Requirement
Would you transcribe the lines running from the one that holds "Find the location" to the last line of the records? Leave every picture out.

Material for the task
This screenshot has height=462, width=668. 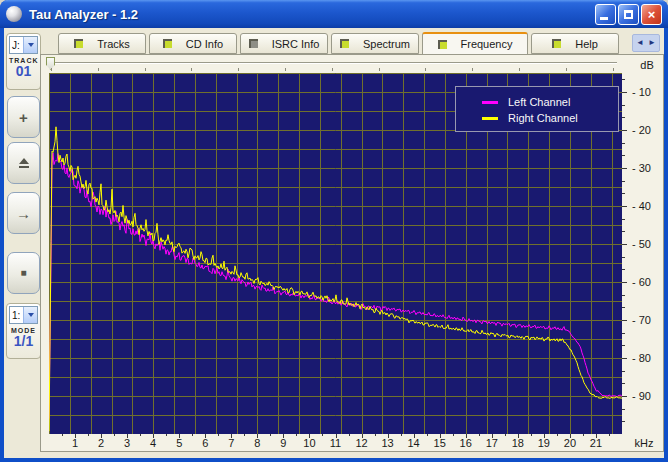 What do you see at coordinates (24, 45) in the screenshot?
I see `drive-select: J:` at bounding box center [24, 45].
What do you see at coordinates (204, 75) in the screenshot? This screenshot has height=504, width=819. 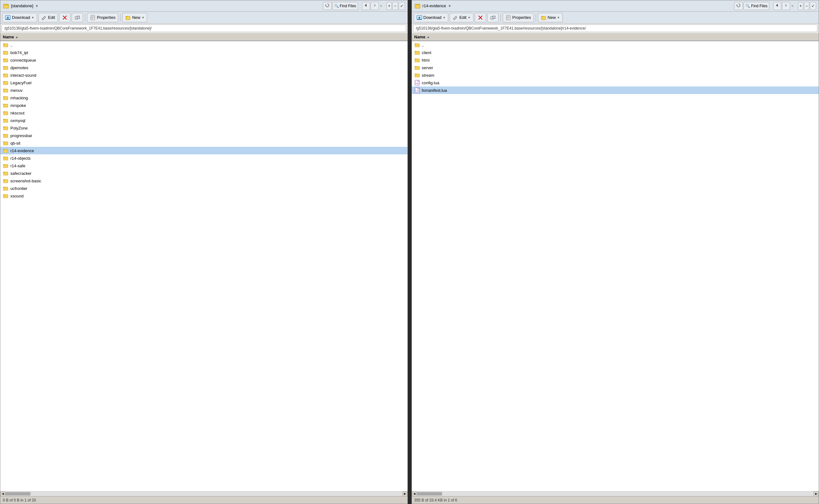 I see `list-item: interact-sound` at bounding box center [204, 75].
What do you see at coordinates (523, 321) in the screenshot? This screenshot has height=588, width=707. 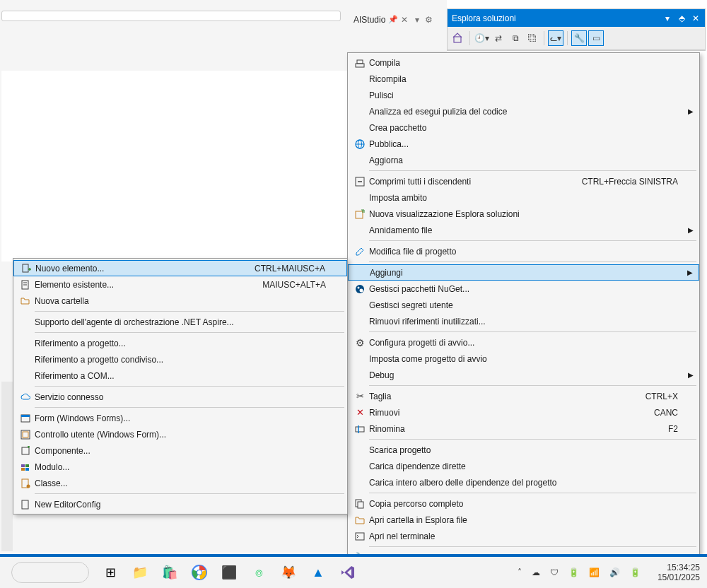 I see `context-menu-item-18: Rimuovi riferimenti inutilizzati...` at bounding box center [523, 321].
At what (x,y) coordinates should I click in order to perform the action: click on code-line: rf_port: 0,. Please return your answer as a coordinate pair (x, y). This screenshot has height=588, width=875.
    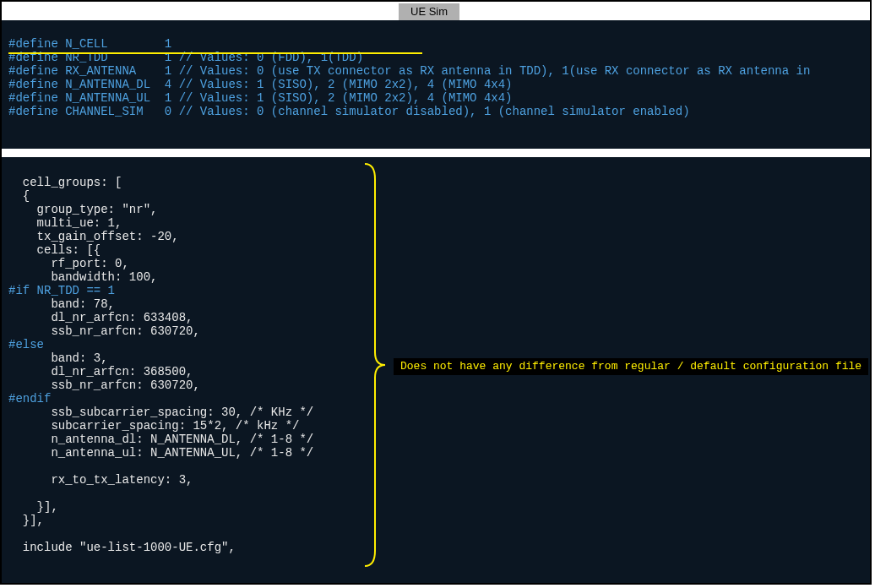
    Looking at the image, I should click on (69, 264).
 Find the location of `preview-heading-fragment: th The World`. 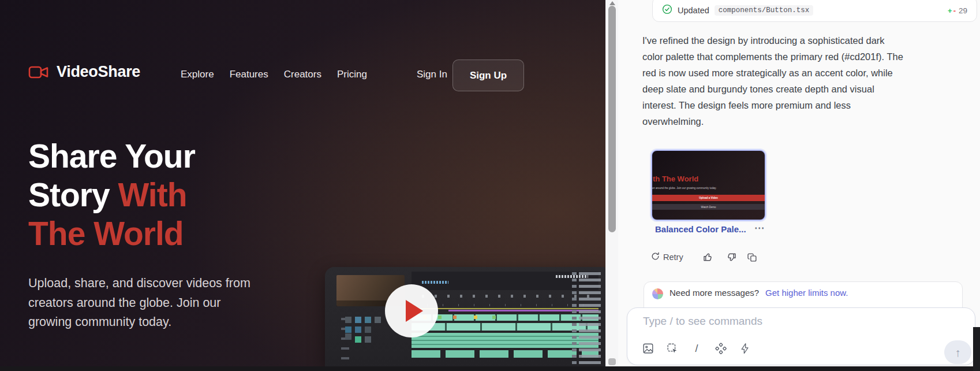

preview-heading-fragment: th The World is located at coordinates (675, 179).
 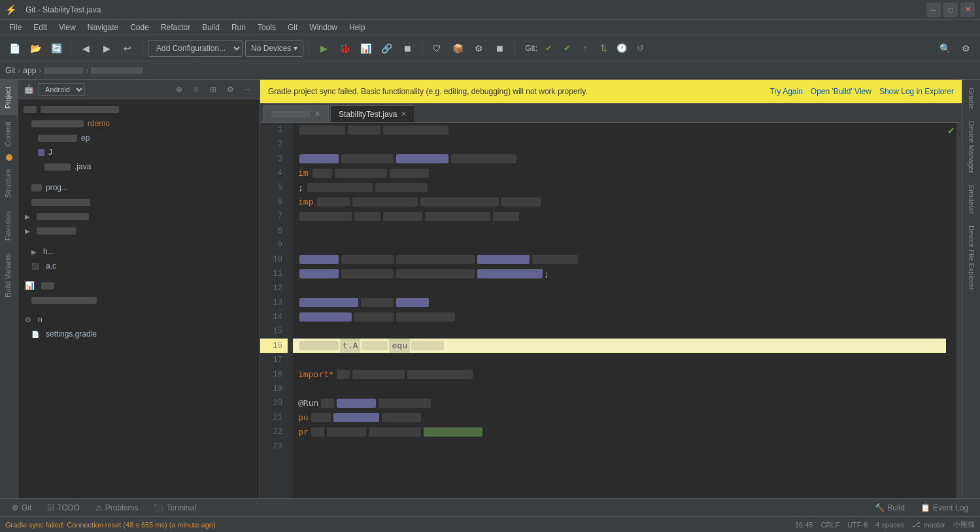 What do you see at coordinates (404, 114) in the screenshot?
I see `tab-close-active: ✕` at bounding box center [404, 114].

Exercise solution
 Find the location of `preview-heading-fragment: th The World`. 

preview-heading-fragment: th The World is located at coordinates (675, 179).
  What do you see at coordinates (404, 114) in the screenshot?
I see `tab-close-active: ✕` at bounding box center [404, 114].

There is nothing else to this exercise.